I entered the American Civilization program at Brown University in 1988, during the years poststructural thought was remaking the philosophy and practice of history. Am Civ in that period leaned strongly toward training students in U.S. women’s history and historiography. It emphasized histories of race and hosted The Center for the Study of Race and Ethnicity.  Equally influential on our graduate discussions were the disorienting implications of poststructuralism for historical method, narrative, analysis.  What modes of agency or disciplinary ethics did postructuralism suggest? At Yale University, nearby, a cohort of senior and junior scholars was building what became the New Western History (Howard Lamar, John Faragher, Patty Limerick).  I gravitated toward this exciting experiment in public scholarship, inspired by graduate students like Susan Johnson or emerging figures like Peggy Pascoe and Virginia Scharff, whose works spurred my own in cultural and literary studies.

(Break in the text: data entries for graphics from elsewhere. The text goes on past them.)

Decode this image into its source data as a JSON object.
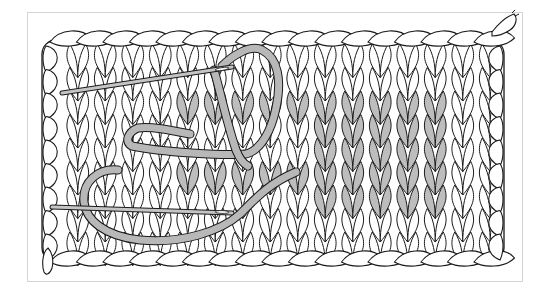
{
  "figure": {
    "colors": {
      "background": "#ffffff",
      "frame_border": "#d4d4d4",
      "line": "#1a1a1a",
      "stitch_fill": "#ffffff",
      "highlight_fill": "#bdbdbd",
      "yarn_fill": "#b8b8b8",
      "needle_fill": "#c4c4c4"
    },
    "swatch": {
      "x": 38,
      "y": 25,
      "width": 470,
      "height": 245,
      "stitch_columns": 16,
      "stitch_rows": 9
    },
    "highlight_blocks": [
      {
        "name": "left-upper-row",
        "col_start": 4,
        "col_end": 8,
        "row": 2
      },
      {
        "name": "left-lower-row",
        "col_start": 4,
        "col_end": 8,
        "row": 5
      },
      {
        "name": "right-motif",
        "col_start": 9,
        "col_end": 13,
        "row_start": 2,
        "row_end": 6
      }
    ],
    "needles": [
      {
        "name": "upper-needle",
        "x1": 62,
        "y1": 93,
        "x2": 232,
        "y2": 67
      },
      {
        "name": "lower-needle",
        "x1": 52,
        "y1": 207,
        "x2": 232,
        "y2": 213
      }
    ]
  }
}
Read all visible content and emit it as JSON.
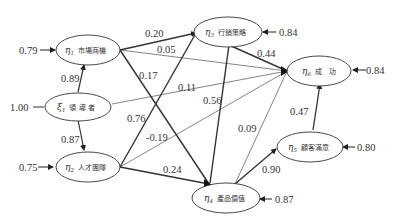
{
  "diagram": {
    "type": "path-diagram",
    "nodes": [
      {
        "id": "xi1",
        "symbol": "ξ",
        "sub": "1",
        "label": "領 導 者",
        "error": "1.00"
      },
      {
        "id": "eta1",
        "symbol": "η",
        "sub": "1",
        "label": "市場商機",
        "error": "0.79"
      },
      {
        "id": "eta2",
        "symbol": "η",
        "sub": "2",
        "label": "人才團隊",
        "error": "0.75"
      },
      {
        "id": "eta3",
        "symbol": "η",
        "sub": "3",
        "label": "行銷策略",
        "error": "0.84"
      },
      {
        "id": "eta4",
        "symbol": "η",
        "sub": "4",
        "label": "產品價值",
        "error": "0.87"
      },
      {
        "id": "eta5",
        "symbol": "η",
        "sub": "5",
        "label": "顧客滿意",
        "error": "0.80"
      },
      {
        "id": "eta6",
        "symbol": "η",
        "sub": "6",
        "label": "成　功",
        "error": "0.84"
      }
    ],
    "edges": [
      {
        "from": "xi1",
        "to": "eta1",
        "coef": "0.89"
      },
      {
        "from": "xi1",
        "to": "eta2",
        "coef": "0.87"
      },
      {
        "from": "xi1",
        "to": "eta6",
        "coef": "0.11"
      },
      {
        "from": "eta1",
        "to": "eta3",
        "coef": "0.20"
      },
      {
        "from": "eta1",
        "to": "eta6",
        "coef": "0.05"
      },
      {
        "from": "eta1",
        "to": "eta4",
        "coef": "0.17"
      },
      {
        "from": "eta2",
        "to": "eta3",
        "coef": "0.76"
      },
      {
        "from": "eta2",
        "to": "eta6",
        "coef": "-0.19"
      },
      {
        "from": "eta2",
        "to": "eta4",
        "coef": "0.24"
      },
      {
        "from": "eta3",
        "to": "eta6",
        "coef": "0.44"
      },
      {
        "from": "eta3",
        "to": "eta4",
        "coef": "0.56"
      },
      {
        "from": "eta4",
        "to": "eta6",
        "coef": "0.09"
      },
      {
        "from": "eta4",
        "to": "eta5",
        "coef": "0.90"
      },
      {
        "from": "eta5",
        "to": "eta6",
        "coef": "0.47"
      }
    ]
  }
}
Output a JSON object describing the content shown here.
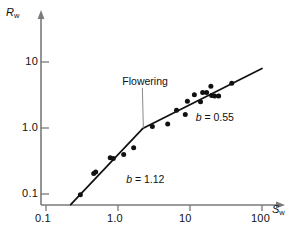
{
  "chart_data": {
    "type": "scatter",
    "title": "",
    "xlabel": "S_w",
    "ylabel": "R_w",
    "xlabel_base": "S",
    "xlabel_sub": "w",
    "ylabel_base": "R",
    "ylabel_sub": "w",
    "xscale": "log",
    "yscale": "log",
    "xlim": [
      0.1,
      150
    ],
    "ylim": [
      0.07,
      30
    ],
    "grid": false,
    "legend": "none",
    "xticks": [
      "0.1",
      "1.0",
      "10",
      "100"
    ],
    "xtick_values": [
      0.1,
      1.0,
      10,
      100
    ],
    "yticks": [
      "10",
      "1.0",
      "0.1"
    ],
    "ytick_values": [
      10,
      1.0,
      0.1
    ],
    "points": [
      {
        "x": 0.3,
        "y": 0.097
      },
      {
        "x": 0.46,
        "y": 0.205
      },
      {
        "x": 0.49,
        "y": 0.215
      },
      {
        "x": 0.78,
        "y": 0.355
      },
      {
        "x": 0.86,
        "y": 0.345
      },
      {
        "x": 1.2,
        "y": 0.395
      },
      {
        "x": 1.65,
        "y": 0.5
      },
      {
        "x": 3.0,
        "y": 1.05
      },
      {
        "x": 4.9,
        "y": 1.15
      },
      {
        "x": 6.5,
        "y": 1.85
      },
      {
        "x": 8.6,
        "y": 1.6
      },
      {
        "x": 9.2,
        "y": 2.55
      },
      {
        "x": 11.5,
        "y": 3.2
      },
      {
        "x": 14.0,
        "y": 2.5
      },
      {
        "x": 15.0,
        "y": 3.45
      },
      {
        "x": 17.0,
        "y": 3.45
      },
      {
        "x": 19.5,
        "y": 4.3
      },
      {
        "x": 20.0,
        "y": 3.1
      },
      {
        "x": 22.0,
        "y": 3.05
      },
      {
        "x": 25.0,
        "y": 3.05
      },
      {
        "x": 38.0,
        "y": 4.75
      }
    ],
    "fit_segments": [
      {
        "name": "pre-flowering",
        "slope_label": "b = 1.12",
        "slope": 1.12,
        "x_start": 0.22,
        "y_start": 0.069,
        "x_end": 2.2,
        "y_end": 0.98
      },
      {
        "name": "post-flowering",
        "slope_label": "b = 0.55",
        "slope": 0.55,
        "x_start": 2.2,
        "y_start": 0.98,
        "x_end": 100.0,
        "y_end": 8.0
      }
    ],
    "annotations": [
      {
        "name": "flowering",
        "text": "Flowering",
        "x": 1.15,
        "y": 5.0,
        "leader_to_x": 2.25,
        "leader_to_y": 0.99
      },
      {
        "name": "slope-upper",
        "text_plain": "b = 0.55",
        "symbol": "b",
        "equals": " = ",
        "value": "0.55",
        "x": 12.0,
        "y": 1.4
      },
      {
        "name": "slope-lower",
        "text_plain": "b = 1.12",
        "symbol": "b",
        "equals": " = ",
        "value": "1.12",
        "x": 1.3,
        "y": 0.165
      }
    ],
    "style": {
      "axis_color": "#7a7a7a",
      "line_color": "#111111",
      "marker_color": "#111111",
      "marker_size_px": 5,
      "background": "#ffffff"
    }
  },
  "accessibility": {
    "figure_description": "Log-log scatter plot of R sub w versus S sub w with a two-segment broken-stick fit; lower segment slope b = 1.12, upper segment slope b = 0.55, break labelled Flowering."
  }
}
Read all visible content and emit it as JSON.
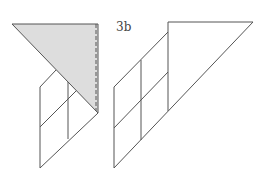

I was eager to return to points relatively more south and west, and when my husband was offered a job doing Chicano literature at Rice University in Houston, his home town, I accompanied him with our infant son.  In 1997, I joined the Rice faculty as a lecturer and in 2001, I became Assistant Professor. At Rice, I completed my first book, Landscapes of the New West (1999), engaging the New Western History on issues of narrative and its politics while urging a postmodern analytic be brought to studies of contemporary culture.  I participated in seminars at UC Santa Cruz that became The New Western History: An Assessment (1997).  The project was named the “best annual special issue” by the MLA and Council of Editors of Learned Journals.  My contribution, “Literature, Gender Studies, and the New Western History,” was honored both by the Western Literature Association and the Western Historical Association.  In this period I also began new research, conducting oral histories with women surfers and business owners in Santa Cruz.  In 1999, I was awarded the WLA’s Don D. Walker Award for Annual Best Essay, for “Revising Western Criticism through Wanda Coleman.” WLA recruited me as young scholar into leadership and, in 2003, I served as WLA President, hosting the annual meeting in Houston with a focus on the new geographies produced by globalization.  On a conference field trip to Galveston, colleagues swam in the Gulf, rented surfboards. The day after this group surf and swim in the Gulf, it was a Monday and a few colleagues were still leaving town, I and my husband Professor José Aranda were named Masters of Baker College. 

As Baker Master, I was able to emphasize the critical pedagogies I already had established with undergraduates. Work I had been doing in youth cultures and in my Generation X classes found new institutional footholds.  I began Baker College Girl Talk as a forum for intergenerational understanding and consciousness-raising.  I was also Director of Undergraduate Studies in the English Department. Because of the numbers of students I regularly saw and because I was researching sport and also had sons playing competitive soccer, I reached out to athletes across campus, who, in 2008, made up 75% of the students in my Intro to Women’s/Gender Studies (75 of 100).  This particular season was a winning one for the Rice football team which brought home the Conference USA Texas Bowl Cup.  I had the challenge and opportunity to have most of the starting players in my class and to conduct conversations about gender, sexuality, intersex, sexism and racism in pop culture and so on, and to advise engaged research final projects related to topics such as “Title IX in Sports” and one asking “Does Having a Girlfriend Make Football Players Less Sexist?” 

After six and a half years and seven graduation ceremonies as Master, and after having finished a second book (Surfer Girls in the New World Order) during those Mastering years as well as having been tenured in 2007, I find myself in my life post-Master returning to earlier interests: in the West/Américas, in various genres of writing including creative writing, and in public humanities.